Skip to content

More Strange Tax Deductions: Shipping Pets

3 min readBy: Alicia Hansen

Anyone who relocates for a job knows what a hassle it can be: finding a new house, packing everything up, shipping furniture, and transporting pets. It can also be expensive. But these costs, for people who meet certain criteria, are taxA tax is a mandatory payment or charge collected by local, state, and national governments from individuals or businesses to cover the costs of general government services, goods, and activities. -deductible. The details are spelled out in IRS Publication 521:

Household goods and personal effects.
You can deduct the cost of packing, crating, and transporting your household goods and personal effects and those of the members of your household from your former home to your new home. For purposes of moving expenses, the term “personal effects” includes, but is not limited to, movable personal property that the taxpayer owns and frequently uses.

If you use your own car to move your things, see Travel by car, earlier.

You can deduct any costs of connecting or disconnecting utilities required because you are moving your household goods, appliances, or personal effects.

You can deduct the cost of shipping your car and your household pets to your new home.

The pet-moving deduction strikes us as comical. Of course, moving a pet is difficult and costly, but this is a perfect example of deductions that have gotten out of control. Once a deduction (or credit or exemption) is created, more and more details must be added to account for any and every conceivable situation that any taxpayer could face. If we create a deduction for moving expenses related to relocation, then we must decide which items to include in the deduction: furniture, artwork, drapery, vehicles, food in the refrigerator, pets? We must decide which shipping methods will be allowed, what packing materials will be covered, and whether there will be a time limitation before and after the move. (What if I want to buy a pet from a neighbor but that pet will not be ready for adoption until three weeks after my move: can I have the new pet shipped and deduct the cost as a relocation-related expense?)

Also, what qualifies as a pet? If I regularly feed a stray cat in my front yard, can I count it as a pet and pay to have it shipped to my new home so that it won’t go hungry after I move? And what’s to stop me from upgrading my pet’s travel accommodations, knowing that Uncle Sam (i.e. other taxpayers) is picking up part of the tab?

The point is that deductions necessarily become complicated. And those added complications cost money, in the form of taxes we pay to support the IRS and its employees, taxes that pay the salaries of elected officials who write tax laws, and accountants who help clients figure out whether Spot’s deluxe, heated, two-story, velvet-lined traveling case is fully deductible. The complexities associated with deductions also cost time and energy: the time it takes to figure out which deductions we can take, the time to fill out the paperwork and organize receipts, the time that government officials and accountants spend scrutinizing receipts and writing laws.

Isn’t there a better way everyone could be spending that time and money? A better approach would be to simplify the tax code, eliminate most deductions (we’re not just picking on pet owners), and reduce compliance costs in the process. Eliminating deductions, credits and exemptions would also allow us to lower tax rates for everyone.

Spot won’t mind traveling in the basic, no-frills carrying case anyway.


About this exercise:
Please restate the listing word for word, omitting the images.

Records provided:
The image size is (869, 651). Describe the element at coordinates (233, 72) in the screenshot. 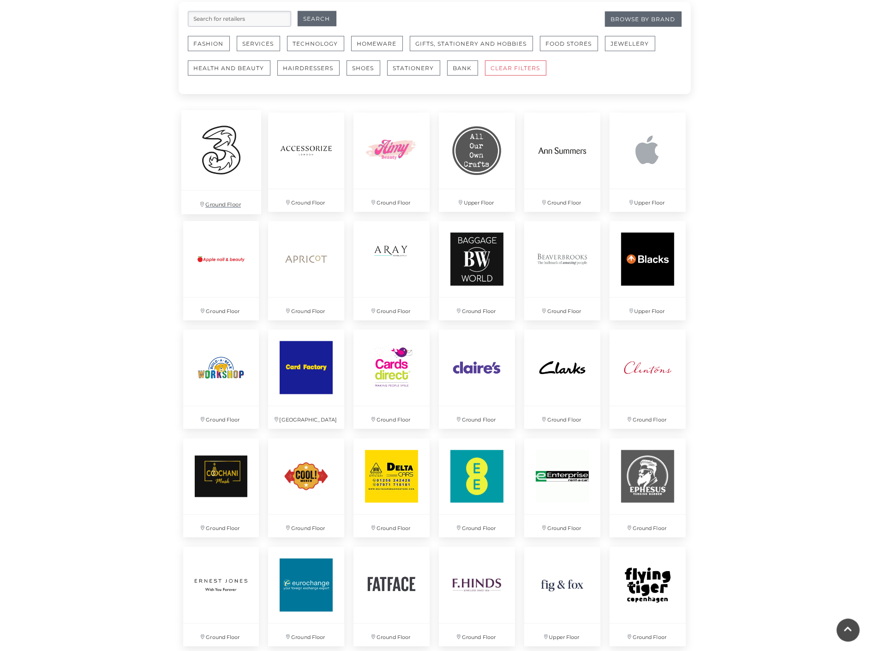

I see `a: Health and Beauty` at that location.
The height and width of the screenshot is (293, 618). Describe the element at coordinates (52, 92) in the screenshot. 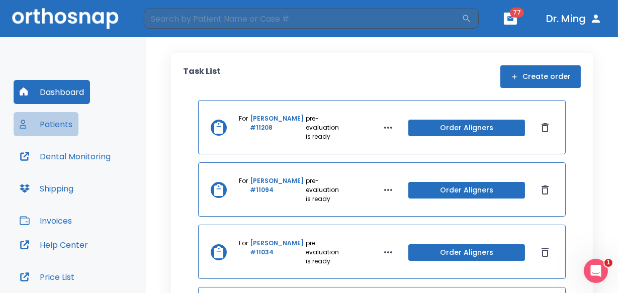

I see `a: Dashboard` at that location.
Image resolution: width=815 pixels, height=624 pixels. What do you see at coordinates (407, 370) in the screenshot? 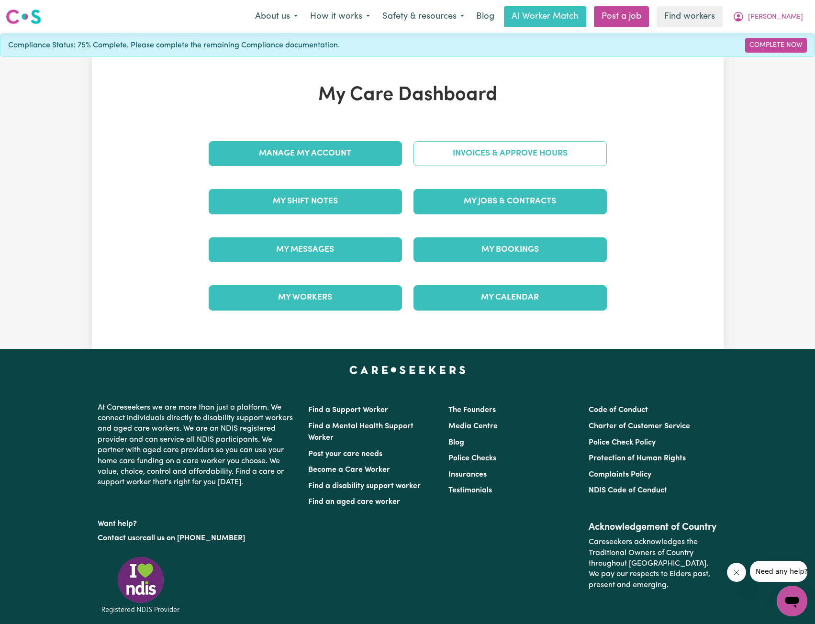
I see `a: Careseekers home page` at bounding box center [407, 370].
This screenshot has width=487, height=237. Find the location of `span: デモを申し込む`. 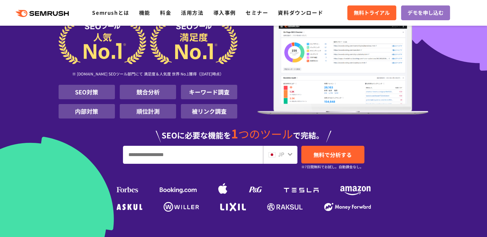

span: デモを申し込む is located at coordinates (425, 13).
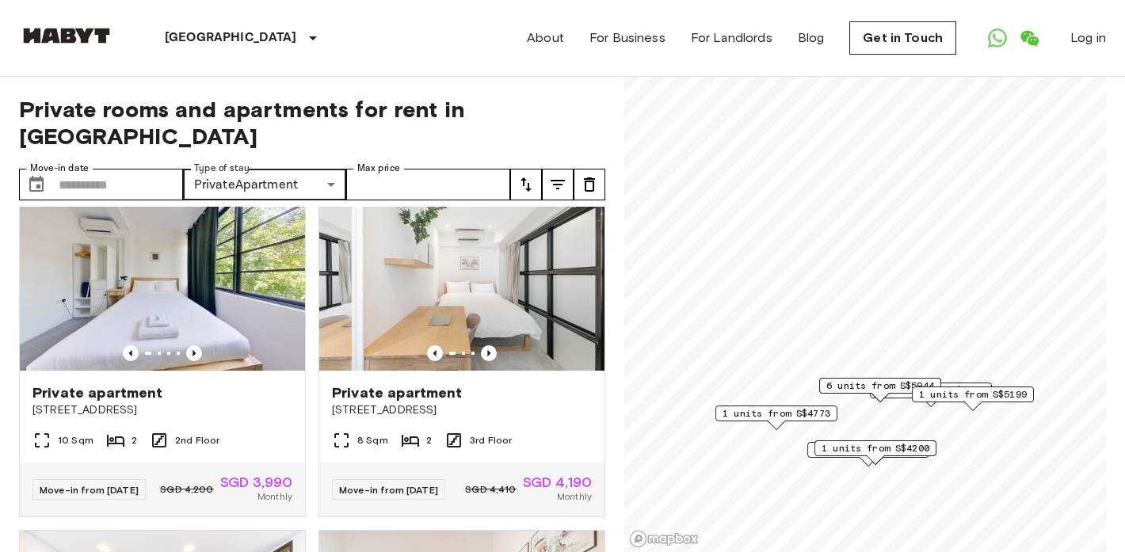 This screenshot has height=552, width=1125. What do you see at coordinates (628, 38) in the screenshot?
I see `a: For Business` at bounding box center [628, 38].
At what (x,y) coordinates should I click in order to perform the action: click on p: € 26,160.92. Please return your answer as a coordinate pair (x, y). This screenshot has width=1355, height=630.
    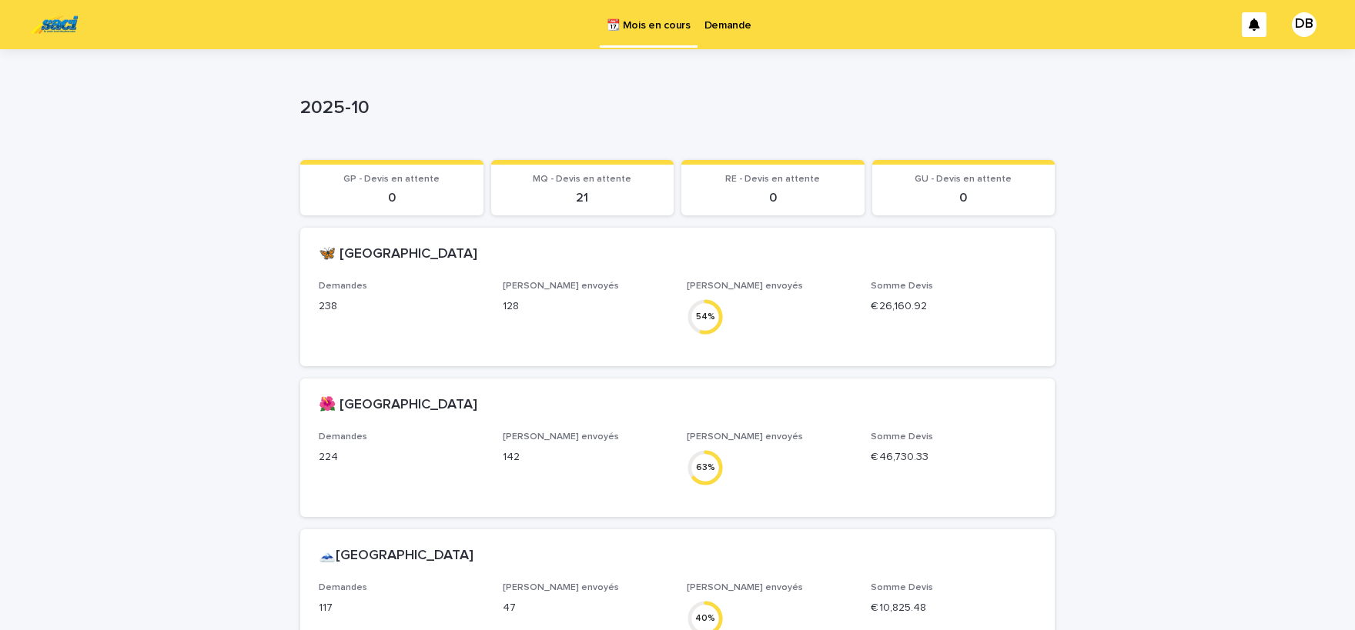
    Looking at the image, I should click on (953, 306).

Response box:
The image size is (869, 651). Describe the element at coordinates (233, 72) in the screenshot. 

I see `a: Health and Beauty` at that location.
The height and width of the screenshot is (293, 618). Describe the element at coordinates (52, 92) in the screenshot. 

I see `a: Dashboard` at that location.
Image resolution: width=815 pixels, height=624 pixels. What do you see at coordinates (407, 370) in the screenshot? 
I see `a: Careseekers home page` at bounding box center [407, 370].
This screenshot has width=487, height=237. Find the location of `span: デモを申し込む`. 

span: デモを申し込む is located at coordinates (425, 13).
 This screenshot has height=552, width=1125. What do you see at coordinates (628, 38) in the screenshot?
I see `a: For Business` at bounding box center [628, 38].
At what (x,y) coordinates should I click in order to perform the action: click on p: € 26,160.92. Please return your answer as a coordinate pair (x, y). This screenshot has width=1355, height=630.
    Looking at the image, I should click on (953, 306).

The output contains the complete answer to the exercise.